SOURCE: King, Bruce. Review of Half a Life, by V. S. Naipaul. World Literature Today 77, no. 1 (April-June 2003): 90.

[In the following review, King provides a favorable assessment of Half a Life.]

Is Willie right? He has traveled from India to England, Africa, and Germany. By the standards of most people, he has had a remarkably full life by the age of forty-one, but is a life of action good? Throughout the novel the value of political action and of political gestures are called into doubt. Ideas of revolutionary justice, liberation, and egalitarianism seem inevitably to lead to “the Pol Pot position” of massive killing to cleanse society and culture of aliens, hybridity, and their influence. Nevertheless, everyone is hybrid.

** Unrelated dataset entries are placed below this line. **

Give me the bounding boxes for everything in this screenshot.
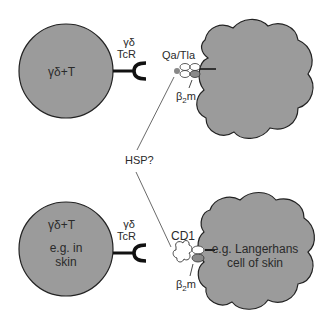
top-tcr-label: TcR <box>117 48 136 60</box>
top-tcr-label-greek: γδ <box>117 36 141 48</box>
bottom-tcr-label: TcR <box>117 230 136 242</box>
hsp-label: HSP? <box>125 154 154 166</box>
top-t-cell-label: γδ+T <box>48 66 75 78</box>
top-b2m-m: m <box>187 90 196 102</box>
bottom-tcr-receptor-icon <box>113 245 146 261</box>
top-tcr-receptor-icon <box>113 63 146 79</box>
hsp-line-top <box>137 77 174 150</box>
bottom-tcr-label-greek: γδ <box>117 218 141 230</box>
cd1-label: CD1 <box>171 230 195 242</box>
bottom-t-cell-note: e.g. in skin <box>41 241 91 269</box>
apc-label-line1: e.g. Langerhans <box>209 242 301 256</box>
bottom-b2m-m: m <box>187 278 196 290</box>
top-apc-cell <box>197 19 313 138</box>
apc-label-line2: cell of skin <box>209 256 301 270</box>
bottom-t-cell-note-line2: skin <box>41 255 91 269</box>
bottom-t-cell-label: γδ+T <box>48 219 75 231</box>
top-b2m-label: β2m <box>176 90 196 107</box>
apc-label: e.g. Langerhans cell of skin <box>209 242 301 270</box>
bottom-t-cell-note-line1: e.g. in <box>41 241 91 255</box>
qa-tla-label: Qa/Tla <box>162 49 195 61</box>
bottom-b2m-label: β2m <box>176 278 196 295</box>
hsp-line-bottom <box>136 172 171 247</box>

Although the novel has an epic sweep of allusion, ranging in time from India before the Islamic conquest to the present, with Indians in contemporary Berlin supporting the Tamil struggle in Sri Lanka, its main events cover about a century, starting with a great-grandfather in the 1890s. Half a Life is a version of the multigenerational family story within a colonial setting and tells of a foolish father, his bad marriage, and his relationship to his son, who will eventually go to England for further education, become a writer, and tell the reader the story that comprises the novel. Half a Life might be regarded as a version of that autobiographical novel which continues to exist at a deep level of the imagination behind much of Naipaul's fiction.

Major themes are conquest, colonialism, its establishment by force, its history, its nature, the social and racial orders it produces, and the problems of what replaces it. The novel suggests that life has always been a series of diasporas of translations from one place to another, and what seems settled is actually undergoing a process of change. Behind the concern with imperialism is the more significant theme that life consists of people desiring more and trying to satisfy and advance themselves by conquering or tricking others. Although we create stories to give order to and to make sense of our lives, history repeats itself as a cycle of themes and variations.

Characteristic of Half a Life is the reliance on dialogue and the telling of the histories of characters through compressed anecdotes. The fiction is influenced by Naipaul's nonfictional reportage, in which the author has largely disappeared to be replaced by voices; or, the author has become one of the characters, explaining his perspective on events in relationship to his own experiences. Because the main character lacks in passion, the tone is flat, but the story is filled with social life economically presented, and Naipaul's technique is brilliant.